Dictatorship is illegitimate by definition since it
represents taking power by force and it maintains it through oppression, fear
and brutality. That is one reason that most dictatorships, Arab ones in
particular have felt the need to pretend that they are legitimate by setting up
sham elections. As if anyone really believed that 99.9% support abuse and
cruelty.
The Arab Spring has not given the Arab world a single
dynamic democracy yet but it has given voice to the Arab masses who have
decided to stand up and demand their right to be heard. Governance in the Arab
world will never be the same again. Finally a movement has been born to tell
dictators that the long journey to democracy and personal freedom, the journey
to human dignity will not be stopped.
Bashar Assad of Syria exemplifies the tyranny of Arab
dictatorships. His father rose to power through a coup and ruled the country under
emergency law for 30 years. When Hafez Assad died his son Bashar, an ophthalmologist,
inherited a country and continued the exploitation and the one man rule of
governance.
Many Syrians were encouraged by the relative success of the
Arab masses in Tunisia, Egypt, Libya and Yemen and so initiated small roving
peaceful demonstrations. Dictators do not seek the approval of those that they govern;
instead they maintain control by the use of brutal secret service
supporters/gangs that inflict random violence. The response of the Bashar Assad
regime was initially subdued because he had feared that a sharp escalation
would bring about a response from the world community similar to that in
Libya. As time passed the Syrian forces
became more forceful but stopped shy of leveling civilian quarters in major
cities with tanks and artillery. The West had warned that such attacks will not
be tolerated but will be met with a stern response.
This is when Russia decided to step in and protect its only
client in the Arab world. Russia sent armaments and assured the Syrian regime
that Russia and China will veto any attempt by the Security Council to pass any
measures similar to what had happened in Libya. The regime then tested the will
of the international community by waging a strong military attack on a
neighbourhood in Hama. No meaningful Western response was forthcoming. Russia and China delivered on their promise
to keep the UN Security Council in check. This emboldened the Syrian regime to
try its strong military tactics again in Homs.
Again the West failed to act. Since then the Syrian government, shielded
by Russia and China and helped by Iran has been acting with impunity.
One Arab League initiative, which was passed through the UN Security
Council, appointed Kofi Annan to find a peaceful solution to the Syrian crisis.
This was not opposed by either Russia or China and so Mr. Annan is trying to
apply the same rules to the victims as well as the victimizers. It appears that
this effort will be abandoned since so far
the level of violence by the
Syrian forces has not diminished, actually it has led to the most grotesque
massacre in this conflict so far; Al Houla Massacre.
So where we and what are next in this conflict? The current
government is illegitimate, it is a dictatorship that has failed to evolve and
reform for over forty years, it has sought and obtained Iranian help in putting
down the insurrection, it has used Russian and Chinese political protection to
increase the frequency and ferocity of its military attacks against its own civilian
population. It has taken advantage of the well meaning efforts by Mr. Annan in
order to increase the level of violence and it has called on its Lebanese
minions to expand the Syrian conflict into Lebanon so as to make the Syrian
government’s warning that without Bashar regional instability will ensue a
reality.
This is a regime that has never had any legitimacy, a regime
that does not value personal freedom, a regime that survives by oppression and
brutality a regime that is best described as a regime of human depravity. This
regime must be held accountable for all its human right abuses over the past 14
months of this uprising as well as all its previous excesses against Hama,
Kurds and all its political opponents. To argue that this regime must be
negotiated with only because it has large guns is an insult to reason and
rationality. Furthermore the efforts to justify a continuation of this regime
on the ground that its level of brutality is not as grotesque as it is in some
other dictatorships are ludicrous and actually contemptuous. And last but not
least, as the world evolves and as cosmopolitanism spreads the circle of ethics
widens from the self to the family then the tribe the state and eventually the world.
That would then call for a universal right to protect against slavery,
exploitation and flagrant violation of the most basic principles of human
rights. The Syrian people are entitled to freedom of expression and self
determination in an open and free election without having to fear the ghosts of
the Assad secret services and their egregious acts.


▸ Prompt
Write the records out again exactly, leaving no images in.

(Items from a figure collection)
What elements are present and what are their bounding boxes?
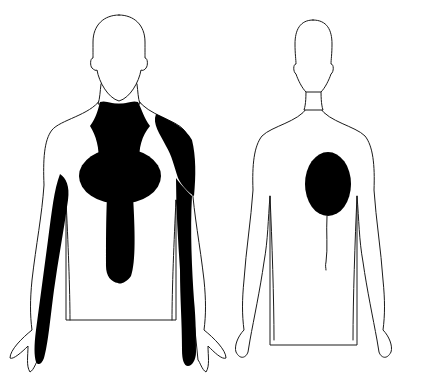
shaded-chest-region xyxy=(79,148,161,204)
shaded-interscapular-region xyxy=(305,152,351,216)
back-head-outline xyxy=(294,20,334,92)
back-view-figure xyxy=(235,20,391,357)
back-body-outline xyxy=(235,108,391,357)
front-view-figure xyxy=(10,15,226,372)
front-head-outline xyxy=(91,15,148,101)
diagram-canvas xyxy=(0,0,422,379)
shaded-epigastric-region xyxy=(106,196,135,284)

▸ Solution below
What elements are present and what are their bounding boxes?
shaded-chest-region xyxy=(79,148,161,204)
shaded-interscapular-region xyxy=(305,152,351,216)
back-head-outline xyxy=(294,20,334,92)
back-view-figure xyxy=(235,20,391,357)
back-body-outline xyxy=(235,108,391,357)
front-view-figure xyxy=(10,15,226,372)
front-head-outline xyxy=(91,15,148,101)
diagram-canvas xyxy=(0,0,422,379)
shaded-epigastric-region xyxy=(106,196,135,284)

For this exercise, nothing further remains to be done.